If you enjoy this piece or find it useful then please consider joining The Big Data Contrarians: https://www.linkedin.com/grp/home?gid=8338976

Many thanks, Martyn.

“Contrary to slanderous Eastern opinion, much of Iowa is not flat, but rolling hills country with a lot of timber, a handsome and imaginative landscape, crowded with constant small changes of scene and full of little creeks winding with pools where shiners, crappies and catfish hover.”

Paul Engle

Catfish are said to be named because of their passing resemblance to land-roving felines. Admittedly, it’s not like any cat I’ve seen around the house, but if you simultaneously squint your eyes – impressionist style, guzzle a quart of bourbon and smoke a stash of ganja then maybe the resemblance becomes more obvious.

Catfish come in all sizes and varieties, at times they are native and other times they are classed as an alien species, rather like this Welshman who finds himself living in the Spain of Evo Morales, Kirchner and King Mohammed. Nonetheless, you won’t find many thrilling and delightful catfish videos on YouTube nor will you see many entered for the best of breed category at the International Cat Show.

So, what have catfish got to do with Big Data?

Well, there’s loads of them, they come in many varieties, and when they aren’t eating, they can be quite swift. But that’s not what I really wanted to discuss.

Now imagine this. Given the immense geographic dispersion, varieties and volumes of catfish around the world, wouldn’t it be interesting to carry out the Ma and Pa of all Big Data experiments?

We capture – over time of course, this is not the work of one day – all the catfish in the world, and we not only electronically tag them but we also fit them with IoT (Internet of Things) devices that will tell us:

  • Where the catfish is
  • Who the catfish is with
  • What are they doing
  • What are they eating
  • How do they feel in general
  • How do they feel about certain things, like the food they just ate, the company they keep, and what they do for entertainment and distraction, etc.

We could then collect this data, in centers all around the world, and then bring it all together in a massive Catfish Big Data Processing Centre in, for example, Coney Island.

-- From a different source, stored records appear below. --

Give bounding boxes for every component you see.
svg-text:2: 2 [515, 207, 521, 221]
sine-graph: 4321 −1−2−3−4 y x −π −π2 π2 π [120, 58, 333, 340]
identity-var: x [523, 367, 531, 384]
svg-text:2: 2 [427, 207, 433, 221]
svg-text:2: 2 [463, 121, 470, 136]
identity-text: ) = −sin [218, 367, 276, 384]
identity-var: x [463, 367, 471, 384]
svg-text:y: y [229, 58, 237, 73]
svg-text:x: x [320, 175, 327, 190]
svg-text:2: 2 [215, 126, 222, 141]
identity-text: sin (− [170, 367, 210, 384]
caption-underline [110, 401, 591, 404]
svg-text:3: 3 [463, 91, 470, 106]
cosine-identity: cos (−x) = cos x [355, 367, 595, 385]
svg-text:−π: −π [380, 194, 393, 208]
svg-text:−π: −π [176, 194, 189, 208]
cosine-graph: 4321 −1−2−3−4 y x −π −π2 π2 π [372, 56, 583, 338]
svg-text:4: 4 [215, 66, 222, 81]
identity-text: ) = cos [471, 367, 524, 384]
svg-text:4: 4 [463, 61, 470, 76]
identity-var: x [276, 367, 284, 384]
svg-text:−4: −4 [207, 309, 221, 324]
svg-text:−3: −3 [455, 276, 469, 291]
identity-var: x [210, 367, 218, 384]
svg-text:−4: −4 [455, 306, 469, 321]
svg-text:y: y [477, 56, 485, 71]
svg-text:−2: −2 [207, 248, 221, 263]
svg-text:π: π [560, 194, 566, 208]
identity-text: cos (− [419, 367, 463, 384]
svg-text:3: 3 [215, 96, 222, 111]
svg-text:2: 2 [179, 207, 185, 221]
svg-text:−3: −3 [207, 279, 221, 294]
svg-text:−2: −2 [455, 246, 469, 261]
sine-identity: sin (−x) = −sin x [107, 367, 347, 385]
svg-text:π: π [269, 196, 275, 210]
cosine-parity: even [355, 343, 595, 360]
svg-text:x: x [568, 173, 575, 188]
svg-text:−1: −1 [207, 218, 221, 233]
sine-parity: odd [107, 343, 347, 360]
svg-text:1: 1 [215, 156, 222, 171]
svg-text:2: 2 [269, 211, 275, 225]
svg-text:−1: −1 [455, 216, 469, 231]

Then the data we have so carefully collected, multiplied twice, and then searched and word-counted, in parallel, can be put to revolutionary, evolutionary and amazing uses such as:

  • Analysing and forecasting the Amazon buying trends of the lost Fukawi tribe – yes, the very same tribe who used to wander around boasting about their culture and presence usually accompanied with cries such as “We’re the Fukawi” or “Where the Fukawi?”
  • Creating appealing, compelling and revenue-busting online interactive ads for Bob Hoffman
  • Predicting the outcome of the US Presidential election, the regional elections in Catalonia and the vote for Chairperson at the Hello Working Person’s Club, Hello Village, in Jolly Olde England.
  • Preventing the outbreak of a world-wide pandemic of universal proportions thanks to Big Data being used to intervene virus-bearing inter-terrestrial vehicles sent by radical-fundamentalist-Martians inhabiting the once munificent planet of Zog.
  • Providing a wealth of material success stories that can be liberally sprinkled like fairy-dust on amazing Big Data stories from the keyboards of some of the finest Big Data bullshit babbling princesses on the entire world wide webs.

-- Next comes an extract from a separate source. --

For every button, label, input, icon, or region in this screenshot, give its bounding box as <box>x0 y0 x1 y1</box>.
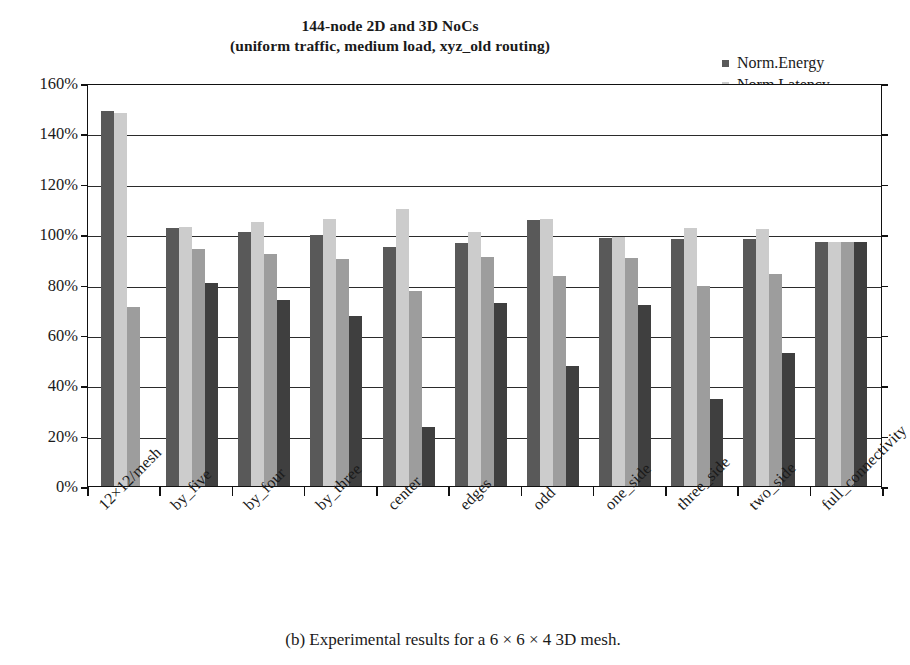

Over time, the competence, repertoire and agility of Catfish of all varieties, species, volumes and velocities (did anyone mention Catfish voracity and veracity?) could be augmented, potentiated and expanded by invasive, elliptical and sublime manipulation and neuro-retraining. We could then start with in-aqua interactive stimulus, menu variation and programming and extra-sensory passivation. Later the experiments could be more complex and more all-inclusive, reaching greater and greater degrees of perfection and inclusivity and exclusivity as the Catfish Big Data bandwagon rolled on… Waterlogged, waylaid and none the wiser. Indeed, in the future, all individual decisions will also rely on Catfish input, insight and turbo-charged predictive analytics of great and lasting charm.

Diet manipulation, an habituation test, and chemical analysis of urinary free amino acids were used to demonstrate that bullhead catfish (Ictalurus nebulosus) naturally detect the body odors of conspecifics and respond to them in a predictable fashion. These signals are used in dominance and territorial relationships and lead to increased aggression toward chemical “strangers.” The results support the general notion that nonspecific metabolites, as well as specific pheromones, are important in chemical mediation of social behavior.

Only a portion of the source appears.